Metropolitan Opera House

March 23, 2004
By Charlene Frank

Salome

From the play by Oscar Wilde

Music: Richard Strauss

Conductor: Valery Gergiev
Production:  Jürgen Flimm
Set & Costume Designer: Santo Loquasto

Choreographer:  Doug Verone

Cast:

Salome:  Karita Mattila
Narraboth: Matthew Polenzani
Jochanaan: Albert Dohmen
Herod:  Siegfried Jerusalem
Herodias: Larissa Diadkova

The Page:  Katharine Goeldner
First Soldier: Peter Volpe

Second Soldier:  Richard Bernstein



Yes, she got naked.  That's what everyone was talking about after reading about it in the New York Times, so yes, she did.    It was an intense, beautiful, sexy, revolting opera that never asks for forgiveness.  Oscar Wilde at his wildest.  He would have been proud.

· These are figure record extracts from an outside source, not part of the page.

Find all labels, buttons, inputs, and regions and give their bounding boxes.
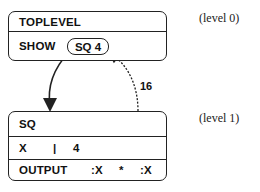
sq-title-row: SQ [9,112,166,136]
sq-call-text: SQ 4 [75,41,101,53]
binding-value: 4 [73,137,80,159]
binding-row: X | 4 [9,137,166,159]
sq-frame: SQ X | 4 OUTPUT :X * :X [8,111,167,181]
toplevel-title-row: TOPLEVEL [9,12,166,31]
level-1-label: (level 1) [199,111,239,126]
body-row: OUTPUT :X * :X [9,160,166,180]
output-arg-1: :X [91,160,103,180]
return-arrow [114,56,138,111]
multiply-operator: * [119,160,124,180]
level-0-label: (level 0) [199,11,239,26]
toplevel-title: TOPLEVEL [19,16,81,28]
sq-title: SQ [19,118,36,130]
sq-call-pill[interactable]: SQ 4 [67,38,109,55]
output-command: OUTPUT [19,160,67,180]
show-command: SHOW [19,40,56,52]
return-value-label: 16 [140,80,152,92]
call-arrowhead [43,98,57,112]
output-arg-2: :X [140,160,152,180]
binding-name: X [19,137,27,159]
binding-separator: | [53,137,56,159]
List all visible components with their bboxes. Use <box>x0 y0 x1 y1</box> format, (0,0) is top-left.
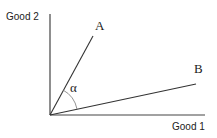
angle-label: α <box>70 80 77 95</box>
vector-b-label: B <box>194 61 203 76</box>
diagram-canvas: Good 2 Good 1 A B α <box>0 0 217 138</box>
vector-a <box>50 36 93 115</box>
vector-a-label: A <box>95 18 105 33</box>
x-axis-label: Good 1 <box>172 121 205 132</box>
y-axis-label: Good 2 <box>6 11 39 22</box>
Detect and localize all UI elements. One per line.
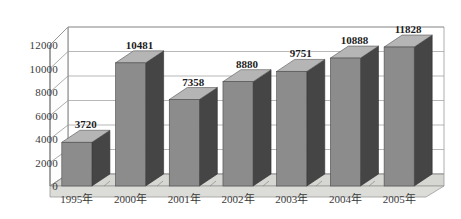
bar-front-face bbox=[223, 82, 253, 186]
x-axis-tick-label: 2002年 bbox=[212, 193, 264, 206]
bar-side-face bbox=[253, 70, 271, 186]
bar-value-label: 3720 bbox=[55, 119, 117, 130]
bar-side-face bbox=[199, 88, 217, 186]
bar-side-face bbox=[307, 59, 325, 186]
x-axis-tick-label: 2003年 bbox=[266, 193, 318, 206]
x-axis-tick-label: 1995年 bbox=[51, 193, 103, 206]
y-axis-tick-labels: 020004000600080001000012000 bbox=[6, 0, 58, 219]
y-axis-tick-label: 0 bbox=[12, 181, 58, 192]
bar-value-label: 11828 bbox=[377, 24, 439, 35]
bar-front-face bbox=[116, 63, 146, 186]
y-axis-tick-label: 4000 bbox=[12, 134, 58, 145]
bar-front-face bbox=[62, 142, 92, 186]
bar-side-face bbox=[146, 51, 164, 186]
bar-value-label: 8880 bbox=[216, 59, 278, 70]
x-axis-tick-label: 2005年 bbox=[373, 193, 425, 206]
bar-chart: 020004000600080001000012000 1995年2000年20… bbox=[0, 0, 461, 219]
y-axis-tick-label: 12000 bbox=[12, 40, 58, 51]
y-axis-tick-label: 8000 bbox=[12, 87, 58, 98]
bar-side-face bbox=[360, 46, 378, 186]
x-axis-tick-label: 2000年 bbox=[105, 193, 157, 206]
x-axis-tick-label: 2004年 bbox=[319, 193, 371, 206]
bar-front-face bbox=[169, 100, 199, 186]
bar-value-label: 10888 bbox=[323, 35, 385, 46]
bar-side-face bbox=[414, 35, 432, 186]
x-axis-tick-labels: 1995年2000年2001年2002年2003年2004年2005年 bbox=[0, 193, 461, 213]
bar-value-label: 9751 bbox=[270, 48, 332, 59]
bar-value-label: 7358 bbox=[162, 77, 224, 88]
y-axis-tick-label: 6000 bbox=[12, 111, 58, 122]
x-axis-tick-label: 2001年 bbox=[158, 193, 210, 206]
bar-front-face bbox=[330, 58, 360, 186]
bar-front-face bbox=[384, 47, 414, 186]
bar-front-face bbox=[277, 71, 307, 186]
y-axis-tick-label: 10000 bbox=[12, 64, 58, 75]
bar-value-label: 10481 bbox=[109, 40, 171, 51]
y-axis-tick-label: 2000 bbox=[12, 158, 58, 169]
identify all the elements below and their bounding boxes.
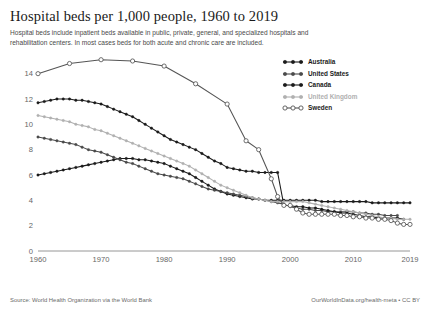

Salome opened at the Met in 1907 and the Board of Directors shut it down after one performance.  It was considered noisy, ugly and decadent.  But it wasn't just the prudish Americans who said "no" to Salome; it received similar receptions in London and Berlin.  Of course, that didn't stop Salome, it simply made it more tantalizing.  And here we were tonight, in the sold out Metropolitan Opera House, giving the actors, especially soprano Karita Mattila (Salome) a standing ovation.  If Oscar Wilde could have chosen a soprano to represent Salome, I'll bet he would have chosen Karita Mattila. 

This was the first time I've ever seen Salome.  The first time I've seen any Strauss opera.  A few years ago I had a friend who insisted that I must keep listening to Strauss and that I'd learn to love him.  I tried and although I thought the music was beautiful, but I didn't love the operas.  He kept saying "read the libretto when you listen to Salome, and you'll understand the music".  I still didn't love it.  Now I've seen it and I want to see it again and again and again.  It was absolutely beautiful. He was right, in this opera, the music is the words, it doesn't accompany the words.  I am sold.  Especially if Katria Mattila is in it.  She is a fabulous soprano, she can dance, she is sexy and she is a top of the line actor.  She was so expressive and so seductive that she was part sexy woman, and part very bad spoiled little girl, but totally, as  Herod (Siegfried Jerusalem) found out much too late, a heartless monster.  I didn't understand the costume design at all, but that was very easy for me to overlook because the opera was so exceptional.  

Is this opera sold out for every performance because Karita Mattila gets naked?  Well, perhaps it peaks people's interest, but even if she didn't, it would still have sold out.  The emotions ran strong throughout.  When she carried Jochanaan's (Albert Dohmen) head to the silver platter and started kissing it and declaring her love for it - whoa.  Now that was strong.  Her mother, the colorful mezzo Larissa Diadkova, was a well studied drunk and although Siegfried Jerusalem may  not be the best tenor I've ever heard,  he was still very good and he was perfect as the lustful Herod.  

I took the bus across town after the opera.  Everyone was reading the article in the Playbill "Salome, Scandal and Censorship".  I asked people what they thought.  Everyone said it was wonderful.  When I added "And it was hot", they all smiled and said "it sure was".  You've got a hit Jürgen Flimm.  

I've heard that some people yelled "Boo" in the audience on opening night.  Too hot for you?  Too bad.  This was a great opera, and tonight it was all shouts of "Bravo".  No, that's wrong, it was all shouts of "Brava"!  The music was extraordinary.  

If you don't have a ticket for this performance yet, you might want to join the crowd outside before the performance trying to buy one.  It is a short opera that is huge on talent.